FAQ: ODM Activewear Development From Reference Images
1. Can I start an ODM activewear project with only reference images?
Yes, you can start with reference images, but the images need to be translated into product roles, fabric direction, fit priorities, support needs, color plans, and sample goals. Reference images are useful for showing visual direction, but they usually do not provide enough information for production. ODM discussion helps turn those references into a clearer development plan before sampling.
2. Do I need a tech pack for ODM activewear development?
A complete tech pack is helpful, but it is not always required at the beginning of ODM development. If you only have references, the first step is to clarify product type, fabric, fit, measurements, trims, logo placement, and sample priorities. Once these details become clearer, the project can gradually move toward more detailed OEM-style execution.

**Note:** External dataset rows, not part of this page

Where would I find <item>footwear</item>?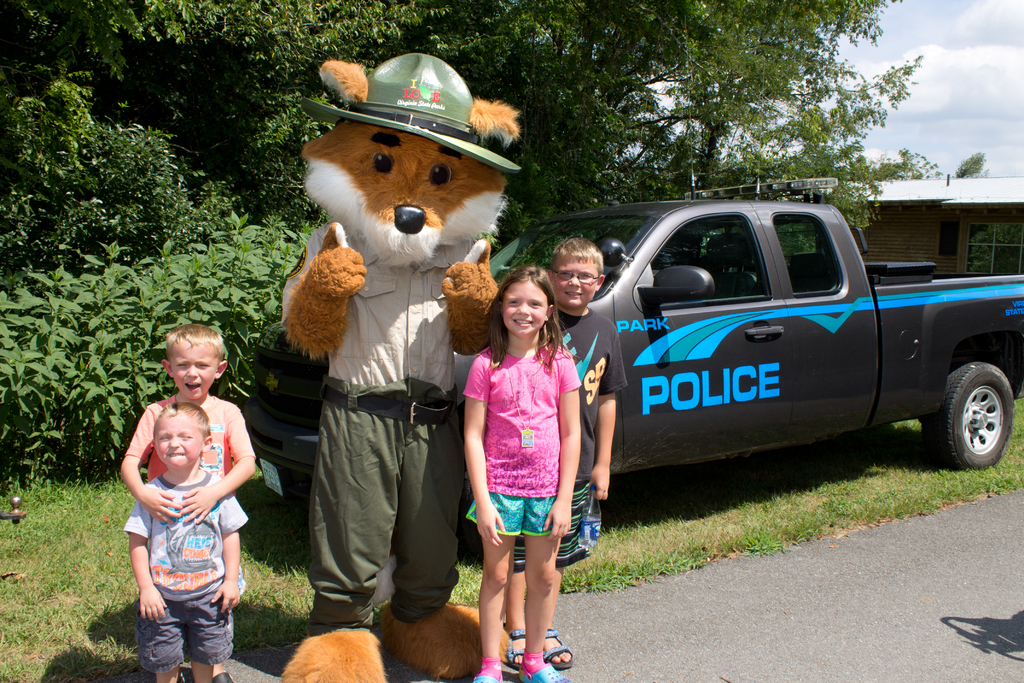
At box=[540, 620, 572, 672].
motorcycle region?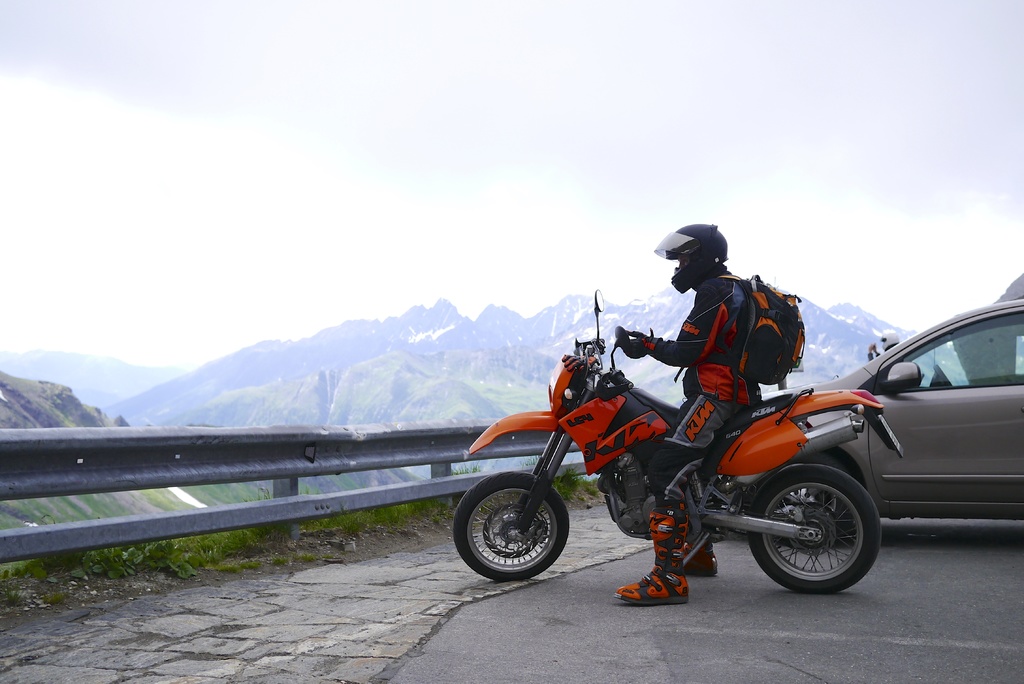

3. What should I prepare before contacting an activewear manufacturer?
You should prepare reference images, target product types, use case, preferred fabric handfeel, support or compression expectations, color direction, logo placement, size range, estimated quantity, and any launch timeline you already know. These details do not need to be final, but they help the manufacturer understand your project faster and suggest a more practical development path.
4. What products are suitable for an ODM activewear capsule?
Common ODM capsule products include sports bras, leggings, shorts, tank tops, T-shirts, matching sets, and light layers. The best mix depends on the brand stage, target activity, budget, MOQ plan, and product positioning. For many growing brands, a focused 3-5 style capsule is easier to sample and refine than a wide first collection with too many unrelated products.
5. How does fabric selection work in ODM development?
Fabric selection should be based on the product role. Sports bras may need support and recovery, leggings may need compression and opacity, tops may need breathability, and shorts may need movement-friendly fabric or liner support. During ODM development, fabric direction is usually reviewed together with handfeel, activity use, sample goals, and bulk consistency needs.
6. What is the MOQ for an ODM activewear capsule?
The current public-facing MOQ is from 200 pcs / style. For an ODM capsule, final order planning depends on the number of styles, colors, sizes, fabrics, trims, logo methods, and packaging requirements. A smaller focused capsule is usually easier for a startup or growing brand to sample, evaluate, and prepare for bulk production.
7. When does an ODM project become an OEM project?
An ODM project moves closer to OEM execution when product roles, measurements, fabrics, trims, logo placement, colors, construction details, and sample comments are confirmed. At that point, the project is no longer only based on references. It has clearer specifications that can guide sample revision, pre-production review, and bulk production.
8. What causes repeated revisions in reference-based activewear sampling?
Repeated revisions often happen when reference images are not translated clearly. The brand may expect one detail from a reference, while the manufacturer focuses on another. Revisions can also come from unclear fabric expectations, support level, fit priorities, logo placement, color direction, or size requirements. Clear product-role planning before sampling can reduce avoidable confusion.
Final Takeaway
Reference images can start an ODM activewear capsule, but they should not be treated as complete production instructions.
The strongest reference-based projects usually come from clear translation: product roles, fabric direction, support needs, fit priorities, color plans, MOQ structure, sample goals, and the path from ODM planning to OEM-style execution. When these details are discussed early, growing brands can move into sampling with a clearer and more practical development direction.